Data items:
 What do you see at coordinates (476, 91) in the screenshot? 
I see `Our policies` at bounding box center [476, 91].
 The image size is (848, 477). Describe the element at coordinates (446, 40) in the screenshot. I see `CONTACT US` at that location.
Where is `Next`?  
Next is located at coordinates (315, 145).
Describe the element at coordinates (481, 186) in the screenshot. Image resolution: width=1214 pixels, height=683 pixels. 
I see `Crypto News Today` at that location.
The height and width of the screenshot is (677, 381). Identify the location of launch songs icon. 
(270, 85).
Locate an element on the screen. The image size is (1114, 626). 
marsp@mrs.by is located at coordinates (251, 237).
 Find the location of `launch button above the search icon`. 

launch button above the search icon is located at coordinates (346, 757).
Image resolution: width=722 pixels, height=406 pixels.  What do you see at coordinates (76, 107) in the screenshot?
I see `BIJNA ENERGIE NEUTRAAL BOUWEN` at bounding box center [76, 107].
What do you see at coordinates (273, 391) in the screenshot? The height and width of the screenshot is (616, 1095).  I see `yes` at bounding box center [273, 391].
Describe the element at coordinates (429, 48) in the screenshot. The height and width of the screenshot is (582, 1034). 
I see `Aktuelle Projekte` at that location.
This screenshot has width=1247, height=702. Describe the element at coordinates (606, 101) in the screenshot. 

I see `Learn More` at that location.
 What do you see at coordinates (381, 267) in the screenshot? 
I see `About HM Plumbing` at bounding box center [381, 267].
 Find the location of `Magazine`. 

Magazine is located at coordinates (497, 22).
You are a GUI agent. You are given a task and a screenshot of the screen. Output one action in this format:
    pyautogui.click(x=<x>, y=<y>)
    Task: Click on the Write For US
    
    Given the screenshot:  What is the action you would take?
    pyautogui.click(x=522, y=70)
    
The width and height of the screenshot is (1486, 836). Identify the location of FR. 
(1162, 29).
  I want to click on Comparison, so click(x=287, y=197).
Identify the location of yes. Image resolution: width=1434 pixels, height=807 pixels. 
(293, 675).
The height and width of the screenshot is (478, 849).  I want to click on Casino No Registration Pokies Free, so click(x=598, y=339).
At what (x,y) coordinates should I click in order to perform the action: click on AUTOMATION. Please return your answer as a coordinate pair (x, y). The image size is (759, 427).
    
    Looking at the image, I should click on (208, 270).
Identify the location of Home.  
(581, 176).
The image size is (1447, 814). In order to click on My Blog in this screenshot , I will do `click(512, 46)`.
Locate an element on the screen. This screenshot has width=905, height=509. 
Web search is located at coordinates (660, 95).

■ About this task ■
All of the records above are to be repeated exactly.

■ Exercise solution ■
 What do you see at coordinates (476, 91) in the screenshot? 
I see `Our policies` at bounding box center [476, 91].
 The image size is (848, 477). Describe the element at coordinates (446, 40) in the screenshot. I see `CONTACT US` at that location.
Where is `Next`?  
Next is located at coordinates (315, 145).
Describe the element at coordinates (481, 186) in the screenshot. Image resolution: width=1214 pixels, height=683 pixels. 
I see `Crypto News Today` at that location.
The height and width of the screenshot is (677, 381). Identify the location of launch songs icon. 
(270, 85).
Locate an element on the screen. The image size is (1114, 626). 
marsp@mrs.by is located at coordinates (251, 237).
 Find the location of `launch button above the search icon`. 

launch button above the search icon is located at coordinates (346, 757).
Image resolution: width=722 pixels, height=406 pixels.  What do you see at coordinates (76, 107) in the screenshot?
I see `BIJNA ENERGIE NEUTRAAL BOUWEN` at bounding box center [76, 107].
What do you see at coordinates (273, 391) in the screenshot? The height and width of the screenshot is (616, 1095).  I see `yes` at bounding box center [273, 391].
Describe the element at coordinates (429, 48) in the screenshot. The height and width of the screenshot is (582, 1034). 
I see `Aktuelle Projekte` at that location.
This screenshot has width=1247, height=702. Describe the element at coordinates (606, 101) in the screenshot. 

I see `Learn More` at that location.
 What do you see at coordinates (381, 267) in the screenshot? 
I see `About HM Plumbing` at bounding box center [381, 267].
 Find the location of `Magazine`. 

Magazine is located at coordinates (497, 22).
You are a GUI agent. You are given a task and a screenshot of the screen. Output one action in this format:
    pyautogui.click(x=<x>, y=<y>)
    Task: Click on the Write For US
    
    Given the screenshot:  What is the action you would take?
    pyautogui.click(x=522, y=70)
    
The width and height of the screenshot is (1486, 836). Identify the location of FR. 
(1162, 29).
  I want to click on Comparison, so click(x=287, y=197).
Identify the location of yes. Image resolution: width=1434 pixels, height=807 pixels. 
(293, 675).
The height and width of the screenshot is (478, 849).  I want to click on Casino No Registration Pokies Free, so click(x=598, y=339).
At what (x,y) coordinates should I click in order to perform the action: click on AUTOMATION. Please return your answer as a coordinate pair (x, y). The image size is (759, 427).
    
    Looking at the image, I should click on (208, 270).
Identify the location of Home.  
(581, 176).
The image size is (1447, 814). In order to click on My Blog in this screenshot , I will do `click(512, 46)`.
Locate an element on the screen. This screenshot has width=905, height=509. 
Web search is located at coordinates (660, 95).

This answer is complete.